Dive Brief:
- Most major U.S. hospital operators saw their stocks take double-digit dips Wednesday following the election of Donald Trump, who has promised to repeal the Affordable Care Act upon taking office.
- Hospital investors could be concerned rolling back health insurance coverage will result in more uncompensated care and bad debt for hospitals.
- While hospitals saw drops, however, insurers saw mixed results and pharmaceutical companies saw increases as concerns evaporated around price regulation that was part of rival Hillary Clinton's healthcare platform.
Dive Insight:
The uncertainty around the future of healthcare, brought by the election of a presidential candidate who has promised to repeal the ACA without a distinct plan for how to replace it, was reflected Wednesday in industry stocks.
Hospitals took the biggest hit. According to a rundown from Business Insider:
- Tenet Healthcare (THC) went down as much as 25%, closed at $15.20 per share;
- Community Health Systems (CYH) closed at $4.65 per share, down from $5.93 per share;
- HCA Holdings (HCA) closed at $72.16 per share, down from $80.88 per share;
- LifePoint Health (LPNT) closed at $52.80, down from the $61 per share mark; and
- Universal Health Services' (UHS) closed at $119.26 per share, down from around $128 per share.
Insurers saw a variety of impacts, sources reported, with many having recently blamed losses on their ACA marketplace participation and already having begun to distance themselves from it.
UnitedHealth Group was down slightly (closed at $141.87, down from $142.85) while Anthem initially dropped less than 1% and then went to a gain (closed at $128.75, up from around $126 per share). Aetna saw a bigger jump of (closed at $118.01, up from $112.80), Cigna jumped (closed $135.76, up from around $129 per share), and Humana increased (closed at $185.94, up from $179.03), perhaps thanks to its Medicare business being seen as separate from the issues of the ACA.
Meanwhile, managed care provider Centene saw its stock drop quite a bit (closed at $54.04 per share, down from around the $66 mark). Centene has focused on its Medicaid business as well as expanding its ACA business, both in peril under the promise of an ACA repeal which would presumably include rollbacks of Medicaid expansion.
Centene CEO Michael Neidorff was among those suggesting Wednesday the drops were the result of a "gross overreaction" to Trump's unexpected election and he was confident they would rebound.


WHAT TO DO: In full and without alteration, reproduce every record.

EXCERPTED RECORDS:
Segment Open
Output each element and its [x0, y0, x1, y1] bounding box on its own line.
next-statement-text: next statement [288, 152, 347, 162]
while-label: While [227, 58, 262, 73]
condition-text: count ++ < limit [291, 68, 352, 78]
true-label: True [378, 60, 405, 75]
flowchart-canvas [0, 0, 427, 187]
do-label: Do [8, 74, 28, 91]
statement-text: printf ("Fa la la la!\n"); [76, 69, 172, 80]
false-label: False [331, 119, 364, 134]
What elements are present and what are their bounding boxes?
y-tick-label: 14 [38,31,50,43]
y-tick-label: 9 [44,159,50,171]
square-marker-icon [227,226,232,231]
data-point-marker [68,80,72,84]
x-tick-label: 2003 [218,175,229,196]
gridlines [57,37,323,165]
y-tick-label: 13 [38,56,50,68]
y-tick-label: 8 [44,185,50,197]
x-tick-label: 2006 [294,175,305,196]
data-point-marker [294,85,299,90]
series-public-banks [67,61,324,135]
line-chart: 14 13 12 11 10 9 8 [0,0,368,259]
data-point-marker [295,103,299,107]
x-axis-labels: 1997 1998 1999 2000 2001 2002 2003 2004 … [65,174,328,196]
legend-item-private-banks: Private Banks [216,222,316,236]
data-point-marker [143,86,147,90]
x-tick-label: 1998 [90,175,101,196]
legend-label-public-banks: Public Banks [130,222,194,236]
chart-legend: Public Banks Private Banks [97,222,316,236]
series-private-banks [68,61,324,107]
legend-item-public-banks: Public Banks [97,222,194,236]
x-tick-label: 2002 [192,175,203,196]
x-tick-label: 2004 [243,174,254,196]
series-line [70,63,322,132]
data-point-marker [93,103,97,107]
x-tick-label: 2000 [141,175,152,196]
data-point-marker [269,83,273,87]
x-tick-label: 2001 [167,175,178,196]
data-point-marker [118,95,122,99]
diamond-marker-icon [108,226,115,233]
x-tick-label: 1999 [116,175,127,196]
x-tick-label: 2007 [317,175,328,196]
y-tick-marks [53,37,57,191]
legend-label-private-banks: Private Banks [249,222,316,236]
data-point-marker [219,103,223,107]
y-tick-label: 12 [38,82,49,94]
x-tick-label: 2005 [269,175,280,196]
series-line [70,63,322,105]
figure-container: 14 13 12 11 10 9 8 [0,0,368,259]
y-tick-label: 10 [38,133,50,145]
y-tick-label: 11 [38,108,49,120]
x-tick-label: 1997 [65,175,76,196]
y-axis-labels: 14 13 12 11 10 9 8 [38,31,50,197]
Segment Closed
OUTPUT BELOW:
Output each element and its [x0, y0, x1, y1] bounding box on its own line.
next-statement-text: next statement [288, 152, 347, 162]
while-label: While [227, 58, 262, 73]
condition-text: count ++ < limit [291, 68, 352, 78]
true-label: True [378, 60, 405, 75]
flowchart-canvas [0, 0, 427, 187]
do-label: Do [8, 74, 28, 91]
statement-text: printf ("Fa la la la!\n"); [76, 69, 172, 80]
false-label: False [331, 119, 364, 134]
What elements are present and what are their bounding boxes?
y-tick-label: 14 [38,31,50,43]
y-tick-label: 9 [44,159,50,171]
square-marker-icon [227,226,232,231]
data-point-marker [68,80,72,84]
x-tick-label: 2003 [218,175,229,196]
gridlines [57,37,323,165]
y-tick-label: 13 [38,56,50,68]
y-tick-label: 8 [44,185,50,197]
x-tick-label: 2006 [294,175,305,196]
data-point-marker [294,85,299,90]
series-public-banks [67,61,324,135]
line-chart: 14 13 12 11 10 9 8 [0,0,368,259]
data-point-marker [295,103,299,107]
x-axis-labels: 1997 1998 1999 2000 2001 2002 2003 2004 … [65,174,328,196]
legend-item-private-banks: Private Banks [216,222,316,236]
data-point-marker [143,86,147,90]
x-tick-label: 1998 [90,175,101,196]
legend-label-public-banks: Public Banks [130,222,194,236]
chart-legend: Public Banks Private Banks [97,222,316,236]
series-private-banks [68,61,324,107]
legend-item-public-banks: Public Banks [97,222,194,236]
x-tick-label: 2002 [192,175,203,196]
x-tick-label: 2004 [243,174,254,196]
series-line [70,63,322,132]
data-point-marker [93,103,97,107]
x-tick-label: 2000 [141,175,152,196]
data-point-marker [269,83,273,87]
x-tick-label: 2001 [167,175,178,196]
data-point-marker [118,95,122,99]
diamond-marker-icon [108,226,115,233]
x-tick-label: 1999 [116,175,127,196]
x-tick-label: 2007 [317,175,328,196]
y-tick-marks [53,37,57,191]
legend-label-private-banks: Private Banks [249,222,316,236]
data-point-marker [219,103,223,107]
y-tick-label: 12 [38,82,49,94]
x-tick-label: 2005 [269,175,280,196]
series-line [70,63,322,105]
figure-container: 14 13 12 11 10 9 8 [0,0,368,259]
y-tick-label: 10 [38,133,50,145]
y-tick-label: 11 [38,108,49,120]
x-tick-label: 1997 [65,175,76,196]
y-axis-labels: 14 13 12 11 10 9 8 [38,31,50,197]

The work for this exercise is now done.